ABSTRACT

Film historians are gradually coming to terms with the substantial number of women involved in the Hollywood film industry during the twentieth century, yet recent research has largely focused on “pioneers” of the silent era, such as director Lois Weber, star and United Artists’ co-founder Mary Pickford, serial star Pearl White, and screenwriter Frances Marion (Beauchamp 1998;Whitfield 2007; Gaines et al. 2013; Dahlquist 2013; Hallett 2013). Karen Ward Mahar (2008) and Mark Garrett Cooper (2010) have argued persuasively that masculine managerial business practices all but closed the directing profession to women by the mid-1920s, and this has led many to assume that women lost professional prominence in the industry. The scholarly consensus holds that by the end of the 1920s, the limitless frontiers of early Hollywood had closed, and many high-profile female filmmakers vanished from the industry. It certainly is tempting to use these mythical western metaphors to characterize the narrative of women’s presence in Hollywood during the first few decades of the twentieth century-reading these women as female pioneers in a wide-open cinematic frontier townbut this discourse, as well as the assumption that women were utterly disempowered and lost creative control during the 1930s and throughout the studio era, is problematic. While feminist historians of the silent era have turned to the archives and the industry

trade papers to reconstruct women’s widespread presence in the US film industry, I would argue that further study of the extant studio archival collections suggests continuity rather than change in women’s work in Hollywood during the 1930s, 1940s, and 1950s. Although overall numbers of female directors declined (with Dorothy Arzner and Ida Lupino the great exceptions), women remained active in the industry as producers, writers, script readers, researchers, actors, costume and make-up designers, set dressers, secretaries, publicists, agents, and editors. This chapter will consider the historiographic issues raised by the robust number of prominent female editors working in Hollywood between 1920 and 1960, and will focus on four editors-Barbara “Bobbie” McLean, Margaret Booth, Anne Bauchens, and Jane Loring. Although closely following the content of female editors’ careers in the studio era, this

chapter is also mindful of the discourse or form of early twenty-first-century women’s film historiography. Recently, borrowing from journalist Louella Parsons’ advertisement of

Hollywood as a new “West” for women, film historians have eagerly but rather naively appropriated the discourse of American frontier history, singling out great female filmmakers as “pioneers” to promote early Hollywood as a “free” space for modern women (Hallett 2013: 99; Gaines et al. 2013). Is it adequate or even appropriate to construct a women’s filmmaking canon using the same exclusionary language which erased women from active participation in earlier eras of US history? While some historians have argued that great women carved “pioneering” paths out of the wilderness, they tended to privilege the rare Annie Oakleys and ignore the scores of anonymous women of varied ethnic backgrounds who conceived of their experience through familial and community networks, kinships, and collaboration (Brown 1958; Riley 1988, 1993). In the same way, film historians schooled in conventional auteurism are committed to a hierarchy of work emphasizing directors as the definitive creative force in filmmaking (Sarris 1968; Robson and Kelly 2014). More recent feminist historians of the American West have offered a more complex framework for understanding women’s history and their subjects’ often ironic writings about the relative freedoms of the Wild West (Georgi Findlay 1996; Des Jardins 2003). Similarly, in their oral histories, memoirs, and professional writings, Hollywood’s top female studio editors were ambivalent about their exceptional status and how Second Wave feminist aims interpreted their careers and attitudes toward Hollywood. Film historians, invested in auteurs, the golden West of silent-era Hollywood, and misogynist corporate empires, have edited their voices from popular histories of Hollywood.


[The task] From the line containing "Describe the element" through the last line below, copy every line exactly, leaving out the pictures.

........

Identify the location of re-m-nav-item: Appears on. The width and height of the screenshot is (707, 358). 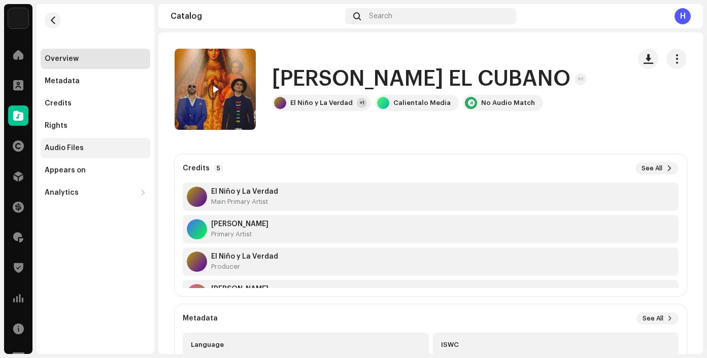
(95, 170).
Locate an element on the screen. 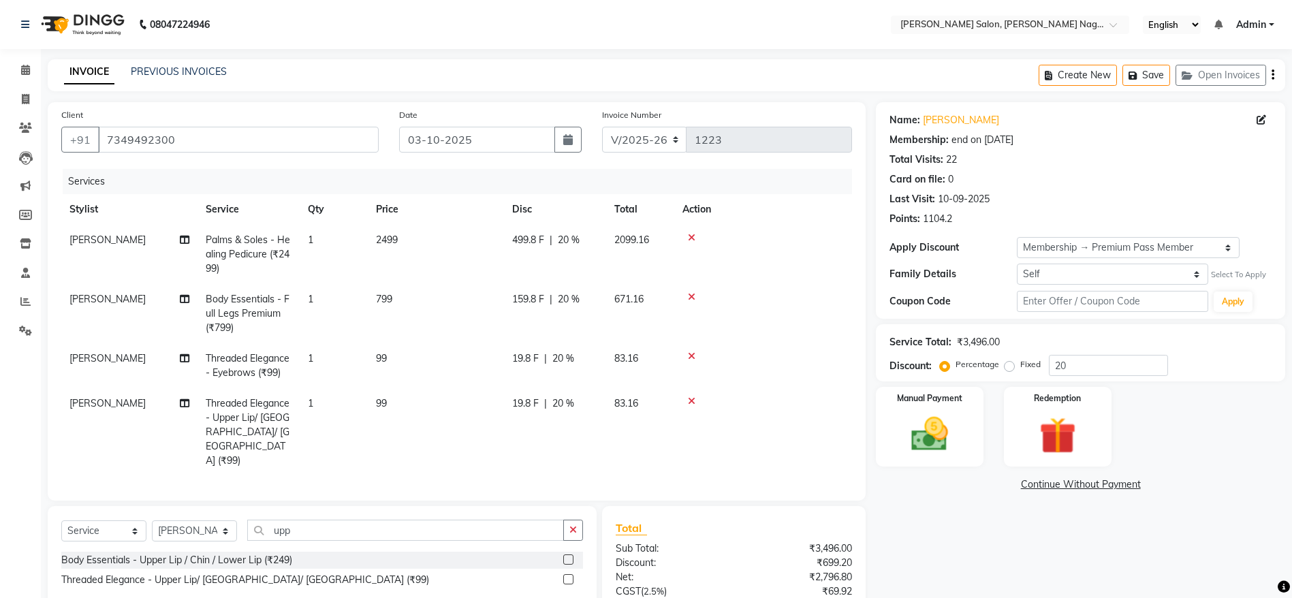 The height and width of the screenshot is (598, 1292). div: 1104.2 is located at coordinates (937, 219).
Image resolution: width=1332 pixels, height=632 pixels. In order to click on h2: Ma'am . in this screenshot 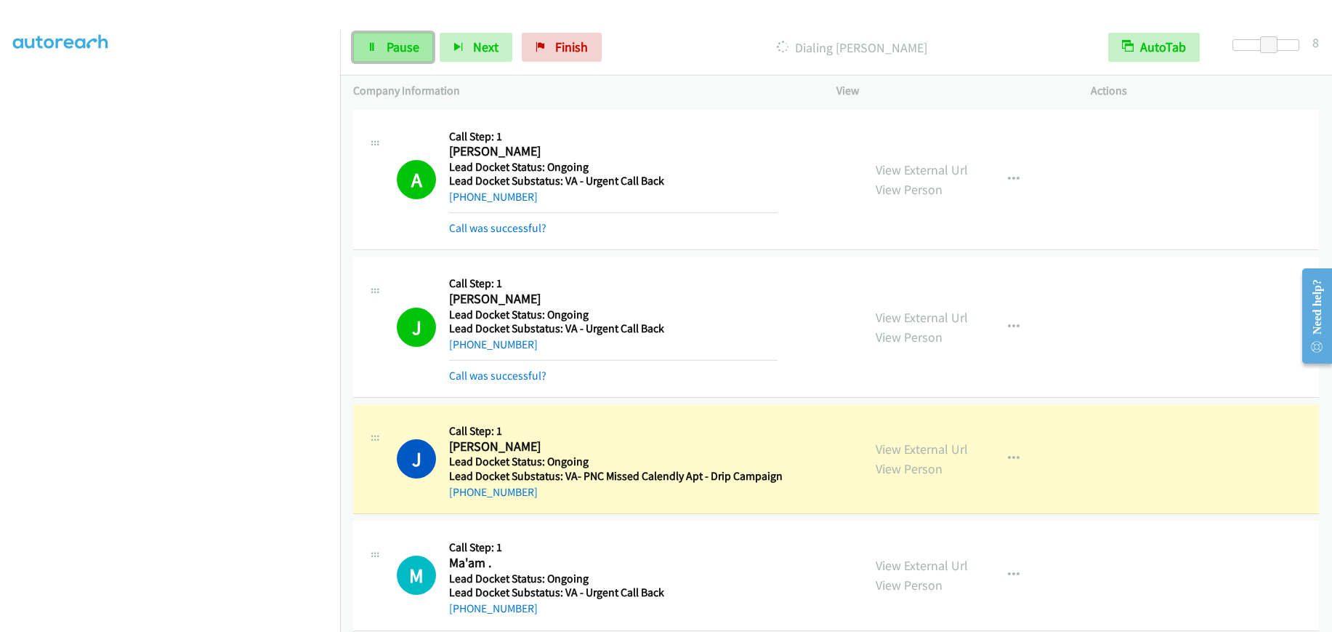, I will do `click(557, 562)`.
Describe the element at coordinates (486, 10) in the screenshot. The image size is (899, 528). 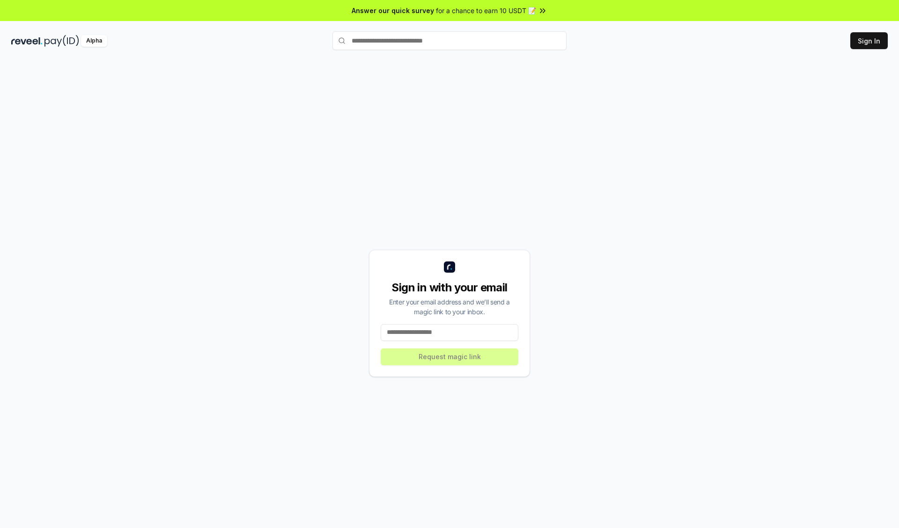
I see `span: for a chance to earn 10 USDT 📝` at that location.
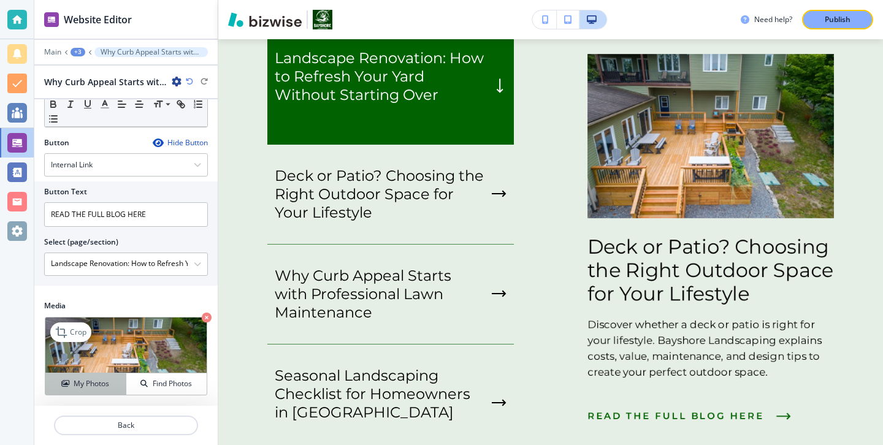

........

[Response below]
Describe the element at coordinates (486, 10) in the screenshot. The image size is (899, 528). 
I see `span: for a chance to earn 10 USDT 📝` at that location.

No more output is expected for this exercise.